Posted on 1/22/18 at 11:11 am to
Posted by cokebottleag
I’m a Santos Republican
Member since Aug 2011
24028 posts
Posted on 1/22/18 at 11:11 am to
Well aware of all of that. Yes, the same metrics which caused the financial meltdown of 2008 are not present.

That's not what I'm talking about.

We're in an enormous fixed asset bubble that has been created by 20 years of fed experimentation and extreme levels of foreign capital parking. That wasn't fixed by 2008's drop. 2008 was a bubble in mortgage backed securities caused by all the things you listed. None of that was the main driving factor in the extreme housing price increases seen in large swaths of the country.

Posted by BeefDawg
Atlanta
Member since Sep 2012
4747 posts
Posted on 1/22/18 at 12:18 pm to
quote:

We're in an enormous fixed asset bubble that has been created by 20 years of fed experimentation and extreme levels of foreign capital parking.

Something is being conflated here.

There is only a "fixed asset bubble" in the fact that we are in an inflation/interest rate/currency value bubble.

The reason for my above reply is because your OP clearly mentions another "housing bubble". Which is very odd because there is no correlation. So I don't get how this guy's "barometer" is throwing up red flags if he's using the previous housing bubble as his means of comparison.


Believe me, I've been trying for years to explain to Obama sycophants why his economy was actually shite, and his stock markets were propped up on monopoly money printed out of thin air (QE), and that he's dangerously pushing us into another massive bubble.

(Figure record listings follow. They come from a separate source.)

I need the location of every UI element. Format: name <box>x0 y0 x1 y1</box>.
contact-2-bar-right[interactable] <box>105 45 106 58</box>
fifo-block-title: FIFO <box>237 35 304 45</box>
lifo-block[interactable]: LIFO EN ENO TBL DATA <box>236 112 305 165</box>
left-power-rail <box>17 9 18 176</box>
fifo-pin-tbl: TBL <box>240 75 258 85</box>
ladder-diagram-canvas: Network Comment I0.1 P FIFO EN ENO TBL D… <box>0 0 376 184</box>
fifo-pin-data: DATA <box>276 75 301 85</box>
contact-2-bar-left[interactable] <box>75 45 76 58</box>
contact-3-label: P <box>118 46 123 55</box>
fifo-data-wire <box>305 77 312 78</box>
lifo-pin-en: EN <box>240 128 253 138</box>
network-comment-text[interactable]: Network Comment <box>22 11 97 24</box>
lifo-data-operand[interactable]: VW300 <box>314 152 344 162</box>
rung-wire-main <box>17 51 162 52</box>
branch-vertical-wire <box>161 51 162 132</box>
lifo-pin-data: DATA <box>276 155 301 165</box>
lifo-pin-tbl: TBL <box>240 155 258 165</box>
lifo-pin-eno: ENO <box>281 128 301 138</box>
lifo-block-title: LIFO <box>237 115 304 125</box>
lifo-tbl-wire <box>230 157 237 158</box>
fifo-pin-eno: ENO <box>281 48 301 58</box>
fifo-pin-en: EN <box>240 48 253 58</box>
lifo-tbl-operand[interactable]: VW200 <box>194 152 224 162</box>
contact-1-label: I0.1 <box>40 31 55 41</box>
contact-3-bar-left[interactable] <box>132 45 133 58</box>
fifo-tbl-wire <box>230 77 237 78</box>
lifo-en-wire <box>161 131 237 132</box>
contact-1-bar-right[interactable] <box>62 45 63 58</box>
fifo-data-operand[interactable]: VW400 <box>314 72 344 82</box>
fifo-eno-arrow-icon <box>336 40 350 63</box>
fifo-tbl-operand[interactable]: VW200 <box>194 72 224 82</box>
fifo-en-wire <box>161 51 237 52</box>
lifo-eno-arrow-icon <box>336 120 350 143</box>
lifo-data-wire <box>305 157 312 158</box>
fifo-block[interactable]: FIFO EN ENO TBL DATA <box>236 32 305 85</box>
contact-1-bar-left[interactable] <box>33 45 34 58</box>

You can't turn a $6 trillion M2 money supply into $12 trillion and only raise inflation 14.8% over two terms and not expect some kind of wide spread asset devaluation or a fall into hyper-inflation sometime down the road.

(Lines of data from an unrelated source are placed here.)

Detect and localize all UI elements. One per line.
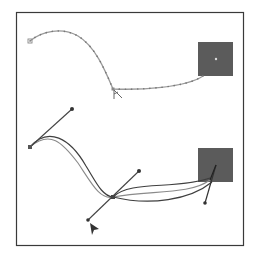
anchor-left[interactable] bbox=[28, 145, 32, 149]
handle-right-point[interactable] bbox=[203, 201, 207, 205]
handle-mid-b-point[interactable] bbox=[137, 169, 141, 173]
top-square-center-dot bbox=[215, 58, 217, 60]
anchor-mid[interactable] bbox=[111, 195, 115, 199]
handle-mid-a-point[interactable] bbox=[86, 218, 90, 222]
diagram-canvas bbox=[0, 0, 260, 264]
handle-left-point[interactable] bbox=[70, 107, 74, 111]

Fortunately for us, however, Trump won and appears to be staving off disaster.

The Fed has already released interest rates .75 points (.25 per quarter) over 3 quarters in 2017, and are about to raise it some more. Very likely .50 points in just the first quarter of 2018.

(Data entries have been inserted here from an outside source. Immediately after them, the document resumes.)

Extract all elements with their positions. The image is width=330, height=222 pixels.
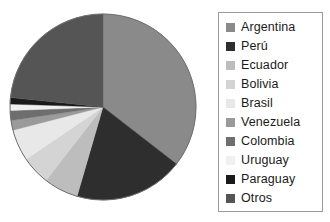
legend-item[interactable]: Paraguay xyxy=(226,170,322,189)
pie-chart-svg xyxy=(8,10,198,204)
legend-color-swatch-icon xyxy=(226,137,235,146)
legend-item[interactable]: Venezuela xyxy=(226,113,322,132)
legend-item-label: Argentina xyxy=(241,18,295,37)
legend-color-swatch-icon xyxy=(226,175,235,184)
legend-item[interactable]: Perú xyxy=(226,37,322,56)
legend-color-swatch-icon xyxy=(226,99,235,108)
legend-item-label: Brasil xyxy=(241,94,273,113)
legend-item-label: Otros xyxy=(241,189,272,208)
pie-chart-figure: ArgentinaPerúEcuadorBoliviaBrasilVenezue… xyxy=(0,0,330,222)
legend-item-label: Bolivia xyxy=(241,75,279,94)
legend-color-swatch-icon xyxy=(226,61,235,70)
legend-item-label: Colombia xyxy=(241,132,295,151)
legend-color-swatch-icon xyxy=(226,118,235,127)
legend-item-label: Ecuador xyxy=(241,56,288,75)
legend-color-swatch-icon xyxy=(226,23,235,32)
legend-item-label: Paraguay xyxy=(241,170,295,189)
legend-item[interactable]: Ecuador xyxy=(226,56,322,75)
legend-item[interactable]: Colombia xyxy=(226,132,322,151)
legend-item-label: Venezuela xyxy=(241,113,300,132)
legend-item[interactable]: Otros xyxy=(226,189,322,208)
pie-slice xyxy=(10,14,103,107)
legend-color-swatch-icon xyxy=(226,156,235,165)
legend-item[interactable]: Brasil xyxy=(226,94,322,113)
legend-color-swatch-icon xyxy=(226,194,235,203)
legend-item-label: Uruguay xyxy=(241,151,289,170)
legend-entry-list: ArgentinaPerúEcuadorBoliviaBrasilVenezue… xyxy=(226,18,322,208)
legend-item[interactable]: Argentina xyxy=(226,18,322,37)
legend-item[interactable]: Bolivia xyxy=(226,75,322,94)
pie-chart-plot-area xyxy=(8,10,198,204)
legend-item[interactable]: Uruguay xyxy=(226,151,322,170)
legend-color-swatch-icon xyxy=(226,42,235,51)
legend-color-swatch-icon xyxy=(226,80,235,89)
chart-legend: ArgentinaPerúEcuadorBoliviaBrasilVenezue… xyxy=(218,12,323,212)
legend-item-label: Perú xyxy=(241,37,268,56)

If we continue at 4%+ GDP growth, they will continue to do this at a steady pace, probably .25 to.50 a quarter until we get in the 7% range.

With 4% GDP growth and rising interest rates, the bubble will dissipate and eventually vanish.

And we haven't even really begun to feel the effects of Trump's economy agenda changes yet. So far, this has all pretty much happened on consumer and business sentiment and confidence.

Real change is happening, and more is coming. Repatriation of a couple trillion. Corporate inversion into the US. Massive job growth. Wages will rise. labor participation will rise. Corporate investment will spur R&D and create an innovation boom. $1 trillion in infrastructure spending will increase efficiencies. Relaxing of domestic energy drilling and exploration will reduce our foreign dependence and move us towards energy independence, creating even more jobs and wealth.

Stock markets under this agenda have no real reason to lose confidence and reverse trajectory. There is no real reason for a bubble to expand and burst in this environment. All the money is moving INTO the economy, not out. The value of the dollar should at the very least stay stable and stave off harmful excessive inflation.